Alternative clues for the word fears

Word definitions for fears in dictionaries

Wikipedia Word definitions in Wikipedia
Fears is a studio album released in 1997 by Polish industrial death metal band Atrophia Red Sun .

Usage examples of fears.

The time thus passed away pleasantly, these brave men not appearing to have any fears for the future.

Van Helsing is terribly anxious, and told me just now that he fears the Count is escaping us.

Then their fears suddenly aroused, they disappeared, bounding over the rocks.

How blessed are some people, whose lives have no fears, no dreads, to whom sleep is a blessing that comes nightly, and brings nothing but sweet dreams.

Then, with a little laugh at my fears, she drew them herself, only to discover other and yet finer cloths lying over the forms upon the stone bench.

I explained my fears to them, and as one they enlisted with me to follow our beloved Princess in her wanderings, even to the Sacred Iss and the Valley Dor.

But never did vague conjecture or fruitless fears for the future lie with sufficient weight upon my mind to keep me from my rest, and so tonight I threw myself upon my sleeping silks and furs and passed at once into dreamless slumber.

Little did I guess how unnecessary my fears were, or of the incredible fairy tale of adventure into which fate was going to plunge me.

As for the poor mother, she was quite prostrated by her fears, and no wonder, but the father kept his head wonderfully well.

Annette, but still fears the vengeance of the law, and prefers to remain incognito.

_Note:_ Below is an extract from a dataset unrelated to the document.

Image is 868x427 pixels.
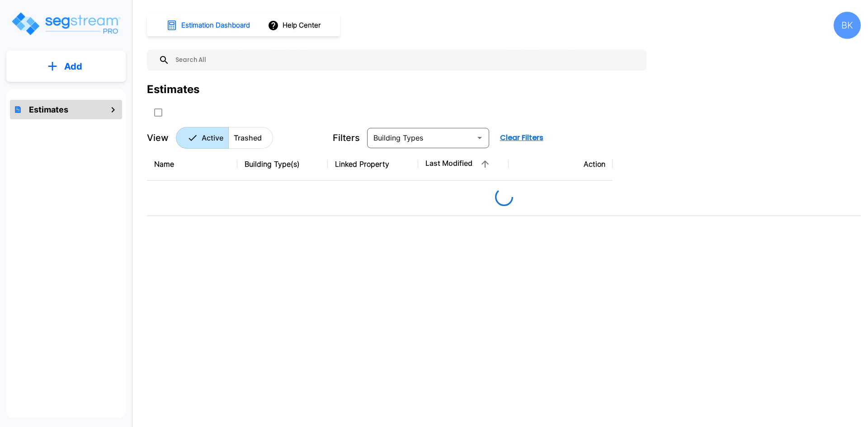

But happily his fears were not realized, and an hour and a half after they set out--all that time had been taken up in going a distance of three miles--the boat touched the beach below Granite House.

And for a considerable time the settlers remained silent, given up to all the thoughts, and the emotions, all the fears, all the hopes, which were aroused by this incident--the most important which had occurred since their arrival in Lincoln Island.

I had a momentary impulse to go back and help him that my fears overruled.

At last, as the bridge at Walton was coming into sight round the bend, my fever and faintness overcame my fears, and I landed on the Middlesex bank and lay down, deadly sick, amid the long grass.

I soon lost sight and recollection of ghostly fears in the beauty of the scene as we drove along, although had I known the language, or rather languages, which my fellow-passengers were speaking, I might not have been able to throw them off so easily.